UPDATE: Here’s a couple of images released yesterday.
– NGC 4565 Galaxy’s Pencil-Thin Profile
– NGC 6744 Big Brother to the Milky Way
The article doesn’t say why they’re turning it off. They turned it over to Caltech, so it looks like it’s not costing anything to run it… Is some part failing?
I assure you, it still cost money to operate, it’s just that CIT had raised private funds to do it. No funds, no mission. What is a little more obnoxious is that NASA is required to turn it off in a way that precludes ever turning it on again, apparently in the off-case it somehow turned back on and started transmitting. There were still a number of years before it fell back to Earth.
There is a real ‘vandal’ feel to this “don’t just turn it off, turn it off and break the switch” approach. It’s not just a cost-cutting measure, it seems as if the decision-makers are rejecting the whole concept of the mission as an embarrassment to be redacted.
I admit it’s obnoxious, but it’s part and parcel with worries about space debris and pollution of earth orbit. New satellites (above a certain mass?) have to have a de-orbiting plan. HST, for example, will either be brought down by robot or boosted to a high parking orbit. My understanding is that this (GALEX) is a frequency spectrum control measure.
It would be a rotten shame if it was turned off simply for lack of funds while it is still doing science.
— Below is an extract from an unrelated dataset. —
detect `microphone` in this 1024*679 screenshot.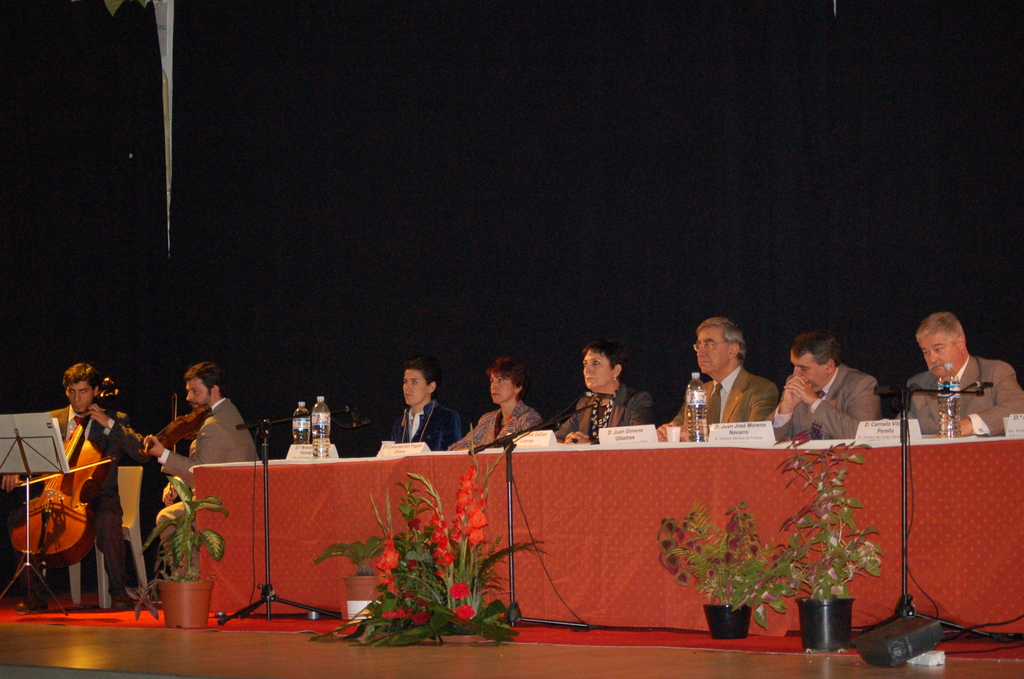
Detection: 972:380:996:388.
Funding an on orbit observatory. or simply maintaining it until funding comes available, is trivial relative to lofting a new one.
Just wondering, and I’m not trying to defend a position I know nothing about, but could it be a bandwidth issue? That is, with many of the existing TDRSS birds aging, and DOD not sharing their new ones, could this be some attempt to limit scheduling demands for data return? I’m assuming a lot, here, such as I don’t even know if GALEX uses a TDRSS link, but the same question could be asked no matter how the signal comes in. I know getting data back is always one of the items we must consider on the experiments I support.
WISE uses TDRSS, not sure about GALEX. It was sort of a bandwidth issue – I was told it was to prevent future potential radio interference.
This is just one of many satellites that will be “turned off” over the next 10 years. About half of the Earth observation satellites will be reaching their operational limits during this period, most because their fuel is running out, so it’s burn them up or send them away with their remaining fuel.
What concerns me is how much we’ve come to rely on these Earth observation satellites for data on weather, agriculture, temperature trends, ice monitoring, and so much more (even though they don’t get the publicity that other programs get) and we’re shortly going to lose so much of their overall capacity. It would cost a lot of money to replace them and I don’t see anywhere that this is being considered.
The lives, crops and property that might be saved with advanced notice of one Katrina-like storm alone would pay for building and launching a big chunk of the necessary replacements. No vision, no destiny, but a large dose of practicality.